Unfortunately, on this first hearing regarding payment for drugs subject to accelerated approval and related issues, I have significant policy differences with you regarding how to assure access to innovative new drugs without paying monopoly prices.
Twenty years ago, the Medicare Prescription Drug program was narrowly forced through the House after hours of arm twisting in a near all night session. With one notable line in a lengthy bill, Big Pharma ensured it would retain monopoly power and the ability to charge the very highest prices through a complete prohibition against any Medicare negotiation of drug prices.
Finally, last year, Democrats provided a narrow carveout to eventually allow negotiation on a very small number of drugs, that offers no hope of lower prices to most Americans. So extremely narrow and restrictive was this carveout that financial services firm Raymond James said “pharma’s CEOs are likely popping champagne and smoking cigars.” Yet unwilling to yield even this smallest sliver of monopoly power, Big Pharma promotes scare tactics that insist we cannot have both reasonable prices and essential innovation.
We all want to encourage cures and treatments for dreaded diseases long before we or a loved one face a troubling diagnosis. Despite its overly generous tax incentives, its taxpayer-funded research, its monopoly profits, Big Pharma, I believe, has actually been doing far too little to secure those new medications.
Seldom worried about a competitor with a better idea, monopolies and oligopolies are not known in any industry for their innovative spirit. Over a decade (2005-15), 78% of new drug patents were not for the new cures we need, but were small modifications to existing drugs designed to extend monopoly power and monopoly prices. Among the 10 top-selling drugs in the country, 66% of patent applications were filed after FDA approval and an average of 74 patents were granted on each drug.
And while there are pathways intended to get innovative drugs and devices to market quickly, the FDA’s Accelerated Approval program and Medical Device breakthrough program are deeply flawed. About 40 percent of all drugs granted accelerated approval have failed to complete confirmatory clinical trials after coming to market, as required. Those trials are critical to ensuring drugs have a clinical benefit and meet all safety requirements.
Similarly, in its first 3 years, the FDA granted a remarkable 222 devices breakthrough designations, despite poorly designed studies that did not demonstrate real clinical benefit on many of those devices and some safety studies showing substantial risk to patients. I have long been concerned with medical device safety and it is apparent that the FDA has increasingly become a captive of those that it is charged with regulating. It has not been forceful enough or creative enough, early enough, to protect patients. At a bare minimum, physicians ought to be required to report device safety issues and the FDA ought to provide unique device identification numbers so we can remove faulty products from the market quickly.
Despite these many significant concerns, our Republican colleagues would have taxpayers pay monopoly prices for questionable drugs and devices. Such thinking has fueled the flawed patent system and reimbursement system we have today, which actually disincentivizes innovation.
With a government-granted monopoly and guaranteed Medicare coverage, it is easier to tweak and repackage existing drugs rather than develop a new cure. And while Big Pharma may claim that the billions they earn on these drugs are devoted to research and development for new cures, the reality is that manufacturers spend more on marketing and propaganda than R&D, more on stock buybacks and dividends than R&D.
The real angel investors in R&D are American taxpayers. From 2010 to 2019, every single newly approved drug relied on taxpayer-funded research and taxpayers funded half of total R&D spending. U.S. taxpayers remain the single largest source of R&D funding in the world.
Yet American patients continue to face the very highest prices—forcing them to ration or skip necessary medications altogether.
We have a responsibility to ensure that patients come first and that it is their health and livelihoods, not drug prices, which must be nonnegotiable. Unaffordability and inaccessibility are not the unavoidable side effects of innovation. They are the result of unrestrained monopoly power. I thank all of our witnesses for joining us today to examine that monopoly power and I hope that moving forward we will not once again yield to the power of Big Pharma and instead move to advance reasonable solutions to promote competition and achieve lower prices.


> Aim of the exercise:
What is needed is a copy of each line in the listing that contains "cigarette".

> Data to use:
== Segment start ==
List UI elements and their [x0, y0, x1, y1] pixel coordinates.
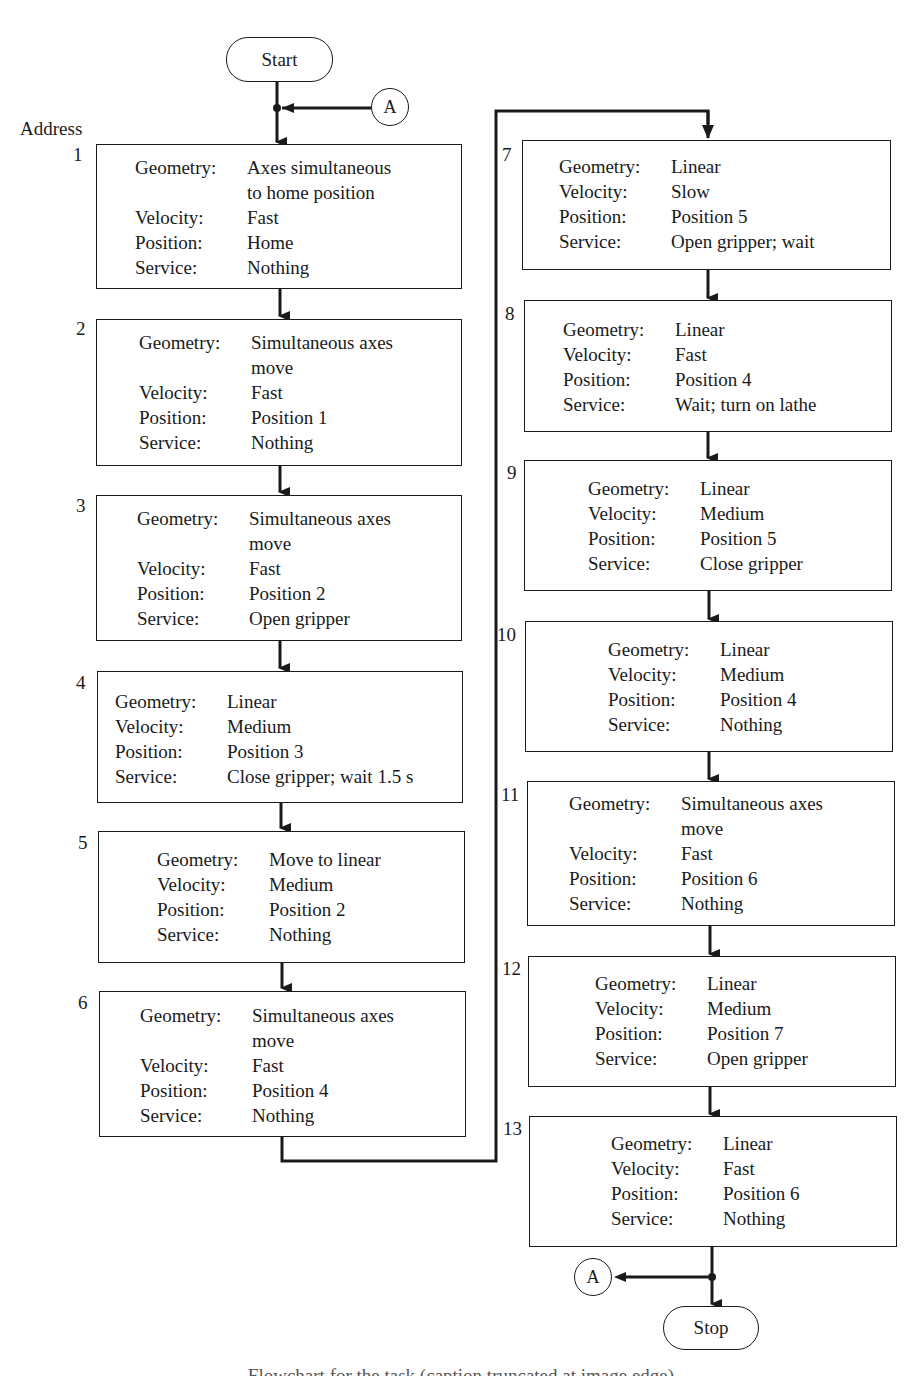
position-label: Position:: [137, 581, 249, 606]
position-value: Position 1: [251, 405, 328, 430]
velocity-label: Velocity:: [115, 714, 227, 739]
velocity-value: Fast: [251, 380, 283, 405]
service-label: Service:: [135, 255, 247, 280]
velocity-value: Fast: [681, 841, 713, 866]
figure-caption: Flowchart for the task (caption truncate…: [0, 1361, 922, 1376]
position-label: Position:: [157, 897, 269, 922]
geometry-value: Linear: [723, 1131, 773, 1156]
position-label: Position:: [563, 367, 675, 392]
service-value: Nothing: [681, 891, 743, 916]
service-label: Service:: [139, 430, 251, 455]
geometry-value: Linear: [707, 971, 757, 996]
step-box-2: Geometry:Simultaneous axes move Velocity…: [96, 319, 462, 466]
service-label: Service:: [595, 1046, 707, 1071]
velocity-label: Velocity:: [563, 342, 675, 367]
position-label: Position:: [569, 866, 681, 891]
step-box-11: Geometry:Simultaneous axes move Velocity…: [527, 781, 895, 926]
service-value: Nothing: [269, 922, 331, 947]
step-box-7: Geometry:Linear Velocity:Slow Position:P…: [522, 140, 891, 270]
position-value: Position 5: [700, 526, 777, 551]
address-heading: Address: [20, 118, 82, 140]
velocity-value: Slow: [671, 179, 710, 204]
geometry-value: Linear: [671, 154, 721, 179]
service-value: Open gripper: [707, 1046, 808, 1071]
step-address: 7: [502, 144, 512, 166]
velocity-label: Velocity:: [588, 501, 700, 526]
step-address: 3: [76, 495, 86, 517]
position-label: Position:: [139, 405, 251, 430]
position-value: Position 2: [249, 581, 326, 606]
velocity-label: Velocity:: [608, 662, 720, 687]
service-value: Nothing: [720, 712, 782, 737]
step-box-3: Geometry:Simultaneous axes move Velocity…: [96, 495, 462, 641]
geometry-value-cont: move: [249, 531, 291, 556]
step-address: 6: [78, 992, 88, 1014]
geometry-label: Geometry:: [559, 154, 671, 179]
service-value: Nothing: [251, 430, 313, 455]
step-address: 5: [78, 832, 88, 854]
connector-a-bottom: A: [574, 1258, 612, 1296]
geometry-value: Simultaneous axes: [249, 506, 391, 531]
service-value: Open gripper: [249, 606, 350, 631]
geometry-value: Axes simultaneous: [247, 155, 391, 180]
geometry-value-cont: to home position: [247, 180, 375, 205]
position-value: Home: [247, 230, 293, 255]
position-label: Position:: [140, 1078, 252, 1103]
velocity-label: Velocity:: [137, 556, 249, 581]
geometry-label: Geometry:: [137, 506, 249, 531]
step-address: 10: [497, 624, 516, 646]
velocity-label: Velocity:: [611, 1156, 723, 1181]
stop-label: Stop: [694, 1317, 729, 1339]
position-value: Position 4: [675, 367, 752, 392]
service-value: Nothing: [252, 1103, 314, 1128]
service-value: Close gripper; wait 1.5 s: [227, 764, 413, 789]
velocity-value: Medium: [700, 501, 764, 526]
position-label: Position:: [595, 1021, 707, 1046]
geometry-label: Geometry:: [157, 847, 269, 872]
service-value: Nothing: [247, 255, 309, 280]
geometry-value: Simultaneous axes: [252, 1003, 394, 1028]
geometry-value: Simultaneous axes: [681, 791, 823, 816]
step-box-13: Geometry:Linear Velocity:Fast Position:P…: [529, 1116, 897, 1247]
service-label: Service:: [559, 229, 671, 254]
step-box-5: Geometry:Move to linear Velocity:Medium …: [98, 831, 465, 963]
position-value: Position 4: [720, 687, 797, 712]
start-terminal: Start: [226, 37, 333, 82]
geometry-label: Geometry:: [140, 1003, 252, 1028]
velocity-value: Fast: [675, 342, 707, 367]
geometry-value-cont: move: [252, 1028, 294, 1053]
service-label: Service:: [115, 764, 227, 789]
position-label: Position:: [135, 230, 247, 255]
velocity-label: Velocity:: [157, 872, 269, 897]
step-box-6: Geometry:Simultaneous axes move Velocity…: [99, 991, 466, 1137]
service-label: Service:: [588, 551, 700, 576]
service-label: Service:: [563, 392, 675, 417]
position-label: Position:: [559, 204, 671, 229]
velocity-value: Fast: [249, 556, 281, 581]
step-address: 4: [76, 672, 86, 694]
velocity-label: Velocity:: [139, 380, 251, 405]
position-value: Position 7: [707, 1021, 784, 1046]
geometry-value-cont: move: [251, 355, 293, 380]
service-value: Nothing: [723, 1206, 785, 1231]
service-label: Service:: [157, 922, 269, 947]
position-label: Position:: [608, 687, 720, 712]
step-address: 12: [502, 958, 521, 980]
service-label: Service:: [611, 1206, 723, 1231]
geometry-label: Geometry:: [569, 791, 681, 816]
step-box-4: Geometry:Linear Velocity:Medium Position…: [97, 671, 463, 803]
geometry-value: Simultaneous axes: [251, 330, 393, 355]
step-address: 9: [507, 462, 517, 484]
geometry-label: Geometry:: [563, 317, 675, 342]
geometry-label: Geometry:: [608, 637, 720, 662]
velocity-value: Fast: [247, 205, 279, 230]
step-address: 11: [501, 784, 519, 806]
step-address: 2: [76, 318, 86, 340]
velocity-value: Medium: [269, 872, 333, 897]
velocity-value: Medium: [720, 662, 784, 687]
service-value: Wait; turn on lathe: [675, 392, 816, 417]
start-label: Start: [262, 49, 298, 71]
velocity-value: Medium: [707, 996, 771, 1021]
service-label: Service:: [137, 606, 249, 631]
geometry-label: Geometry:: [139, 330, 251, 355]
== Segment end ==
== Segment start ==
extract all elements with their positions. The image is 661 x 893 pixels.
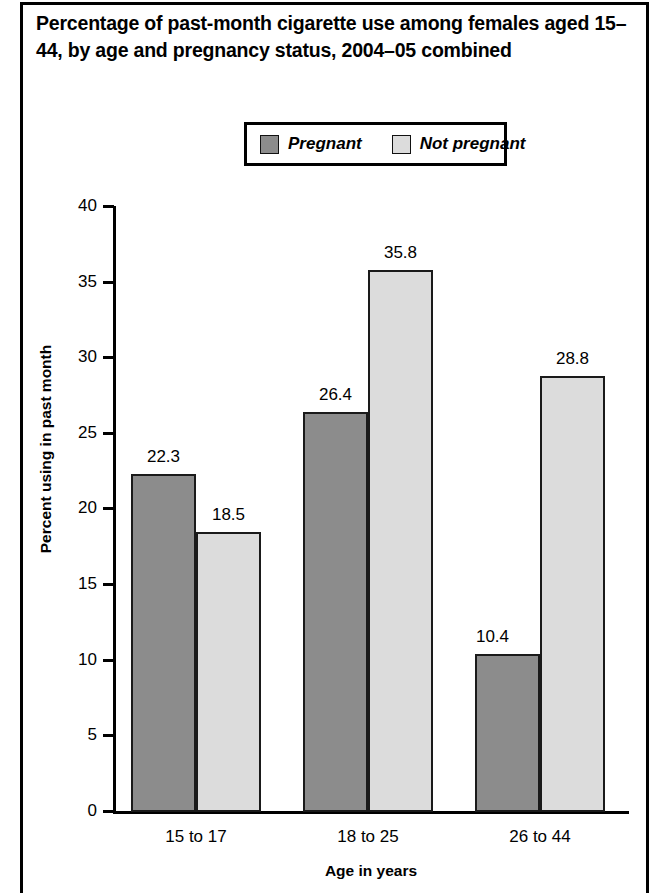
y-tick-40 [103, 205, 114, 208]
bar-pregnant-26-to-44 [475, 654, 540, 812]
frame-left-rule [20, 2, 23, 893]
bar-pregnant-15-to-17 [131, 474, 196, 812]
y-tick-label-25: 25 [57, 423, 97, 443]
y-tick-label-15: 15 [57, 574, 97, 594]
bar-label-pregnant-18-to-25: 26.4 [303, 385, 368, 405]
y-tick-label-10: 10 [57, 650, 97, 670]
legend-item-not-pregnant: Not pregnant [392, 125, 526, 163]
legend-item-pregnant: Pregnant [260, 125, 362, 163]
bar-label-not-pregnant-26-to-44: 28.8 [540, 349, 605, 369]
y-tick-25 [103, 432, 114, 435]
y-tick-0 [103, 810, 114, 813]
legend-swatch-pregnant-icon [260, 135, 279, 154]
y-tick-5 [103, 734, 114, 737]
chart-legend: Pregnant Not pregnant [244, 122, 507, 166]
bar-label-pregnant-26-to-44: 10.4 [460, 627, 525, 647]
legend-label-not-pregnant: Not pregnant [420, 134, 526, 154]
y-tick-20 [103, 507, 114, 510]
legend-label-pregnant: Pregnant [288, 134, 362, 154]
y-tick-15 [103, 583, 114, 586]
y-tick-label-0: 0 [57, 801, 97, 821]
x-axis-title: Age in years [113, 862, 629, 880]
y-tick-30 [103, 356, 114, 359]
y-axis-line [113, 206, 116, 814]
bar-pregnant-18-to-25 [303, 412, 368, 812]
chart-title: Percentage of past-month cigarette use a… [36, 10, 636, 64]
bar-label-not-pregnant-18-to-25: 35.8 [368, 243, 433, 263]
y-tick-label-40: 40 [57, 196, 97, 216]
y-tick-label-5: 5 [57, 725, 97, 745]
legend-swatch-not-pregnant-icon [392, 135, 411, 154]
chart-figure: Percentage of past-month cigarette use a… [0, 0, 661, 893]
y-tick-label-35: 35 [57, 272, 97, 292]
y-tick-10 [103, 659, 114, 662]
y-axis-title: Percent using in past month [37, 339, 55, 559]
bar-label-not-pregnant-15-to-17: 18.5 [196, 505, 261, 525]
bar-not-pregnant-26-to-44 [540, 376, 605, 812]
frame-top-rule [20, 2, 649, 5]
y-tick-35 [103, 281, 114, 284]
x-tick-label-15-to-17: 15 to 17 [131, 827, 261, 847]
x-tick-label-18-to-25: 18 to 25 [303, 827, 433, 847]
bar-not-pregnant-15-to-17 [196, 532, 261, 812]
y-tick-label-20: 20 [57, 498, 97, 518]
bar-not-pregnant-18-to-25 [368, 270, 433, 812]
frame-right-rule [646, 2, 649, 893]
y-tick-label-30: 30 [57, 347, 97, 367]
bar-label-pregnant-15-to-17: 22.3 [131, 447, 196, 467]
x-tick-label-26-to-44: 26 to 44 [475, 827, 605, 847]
== Segment end ==
> Solution to this task:
chart-title: Percentage of past-month cigarette use a… [36, 10, 636, 64]
chart-figure: Percentage of past-month cigarette use a… [0, 0, 661, 893]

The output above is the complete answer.